The subject of the present painting lies on a marigold and maroon striped sofa. She uses one bent arm to prop up her head, as if she were an odalisque: a concubine of a harem from the Ottoman Empire, in the tradition of Jean-Auguste-Dominique Ingres. Van Dongen's model for this painting, however, was not an exotic figment of his imagination but more likely a modern French dancer, actress or escort. Like his Montmartre predecessors Edouard Manet and Henri de Toulouse-Lautrec, Van Dongen drew inspiration from the electric energy and colorful denizens of Parisian nightlife. The artist fully admitted that painting was a way to satiate his yearning for sensual pleasure of all textures; he later declared, "I exteriorize my desires by expressing them in pictures.
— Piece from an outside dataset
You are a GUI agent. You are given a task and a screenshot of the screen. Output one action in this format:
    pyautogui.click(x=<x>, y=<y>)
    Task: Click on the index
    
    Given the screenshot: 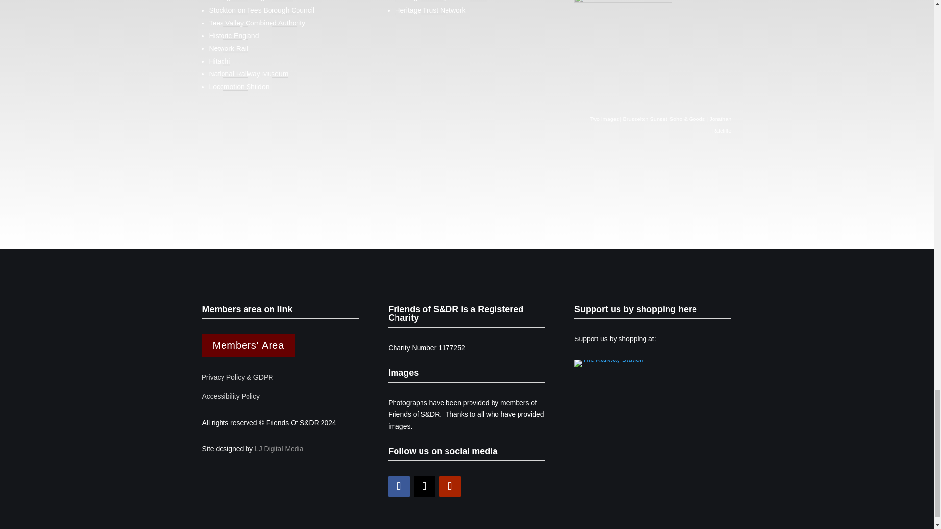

I love anything that glitters, precious stones that sparkle, fabrics that shimmer, beautiful women who arouse carnal desire...Painting lets me possess all this most fully" (quoted in M. Giry, Fauvism, Fribourg, 1981, pp. 224-226).
This painting represents one of the most frequent themes in Van Dongen's oeuvre: a stylized, semi-nude parisienne. As was typical of the artist's work, particularly during his Fauvist period, the woman's skin is tinted with strokes of mint and pale sea-glass green. Her petite yet voluptuous figure is not fully revealed, yet her semi-nudity is no less provocative. The upper half of her body is partially concealed with a sheer black shawl, draped casually over her shoulder. Her legs, meanwhile, are clad only in thigh-high red stockings. Beyond her curvaceous silhouette and seductive pose, Van Dongen's idealized woman also possesses wide, almond-shaped eyes and an intense, piercing gaze. Those bold, seductive eyes, cosmetically enhanced with a thick ring of kohl eyeliner and blackened lashes, were among the most distinctive features of Van Dongen's vision of modern femininity.
The subject of the present painting lies on a marigold and maroon striped sofa. She uses one bent arm to prop up her head, as if she were an odalisque: a concubine of a harem from the Ottoman Empire, in the tradition of Jean-Auguste-Dominique Ingres. Van Dongen's model for this painting, however, was not an exotic figment of his imagination but more likely a modern French dancer, actress or escort. Like his Montmartre predecessors Edouard Manet and Henri de Toulouse-Lautrec, Van Dongen drew inspiration from the electric energy and colorful denizens of Parisian nightlife. The artist fully admitted that painting was a way to satiate his yearning for sensual pleasure of all textures; he later declared, "I exteriorize my desires by expressing them in pictures. I love anything that glitters, precious stones that sparkle, fabrics that shimmer, beautiful women who arouse carnal desire...Painting lets me possess all this most fully" (quoted in M. Giry, Fauvism, Fribourg, 1981, pp. 224-226).